Due to the Maine electorate’s baffling and maddening insistence on reliving the 2000 presidential election again and again, LePage may end up once again winning the governorship by prevailing in a three-person race with only a plurality of votes. And because Kentucky is Kentucky, and Ed Fitzgerald is a fool, McConnell and Kasich are quite likely to win their races this year, too. But it would be wrong to interpret those outcomes as indictments of the “make ‘em talk” approach. It’s much too late in the game now for campaign professionals to switch strategies and then claim they gave it an honest try.

Keep in mind: The reason Dems should’ve spent more time forcing Republicans to come up with better answers to Obamacare questions than McConnell, Kasich and LePage could muster isn’t in order to expose them as policy dunces. Most voters still don’t understand what’s in Obamacare, either. Instead, what defending Obamacare would have done is place Republicans in the increasingly difficult position of attacking a program that is now helping literally millions of people without relying on arguments that are obviously “ideological” or “political.” As Kasich himself briefly acknowledged, voters may entertain those kinds of appeals in the abstract; but once we move from the seminar to the world of “flesh and blood,” appeals to theory aren’t enough.
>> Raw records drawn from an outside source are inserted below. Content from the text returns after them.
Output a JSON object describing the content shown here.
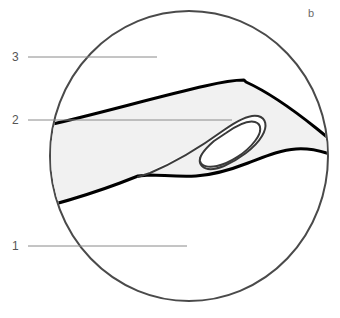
{
  "figure": {
    "panel_letter": "b",
    "background_color": "#ffffff",
    "field_of_view": {
      "name": "circular-field-of-view",
      "outline_color": "#4a4a4a",
      "outline_width": 2,
      "center_x": 189,
      "center_y": 156,
      "radius_x": 139,
      "radius_y": 145
    },
    "band": {
      "name": "shaded-band-structure",
      "fill_color": "#f1f1f1",
      "outline_color": "#000000",
      "outline_width": 3
    },
    "hook": {
      "name": "hook-fold-structure",
      "fill_color": "#ffffff",
      "outline_color": "#3a3a3a",
      "outline_width": 2
    },
    "callouts": [
      {
        "id": "callout-3",
        "label": "3",
        "label_x": 12,
        "label_y": 51,
        "line_x1": 28,
        "line_y1": 57,
        "line_x2": 157,
        "line_y2": 57,
        "line_color": "#8a8a8a"
      },
      {
        "id": "callout-2",
        "label": "2",
        "label_x": 12,
        "label_y": 114,
        "line_x1": 28,
        "line_y1": 120,
        "line_x2": 232,
        "line_y2": 120,
        "line_color": "#8a8a8a"
      },
      {
        "id": "callout-1",
        "label": "1",
        "label_x": 12,
        "label_y": 240,
        "line_x1": 28,
        "line_y1": 246,
        "line_x2": 187,
        "line_y2": 246,
        "line_color": "#8a8a8a"
      }
    ],
    "panel_letter_position": {
      "x": 308,
      "y": 8
    }
  }
}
As the editorial board of the New York Times wrote on Tuesday, red state Democrats’ insistence on merely expressing a desire to “fix” Obamacare, “as if it were a wreck alongside the road,” could alienate voters who’d never side with the GOP but who’d still “prefer a party with a spine.” And in the era of voter ID, Democrats don’t simply need voters. They need voters enthusiastic enough to traverse whatever obstacle course to the voting booth is put in front of them. Ultimately, red state Democrats should worry less about whom voters think they’re voting for — for Democrats, for Obama or against Republicans — and worry more about whether they’ve given them good reason to vote.


By Elias Isquith

Elias Isquith is a former Salon staff writer.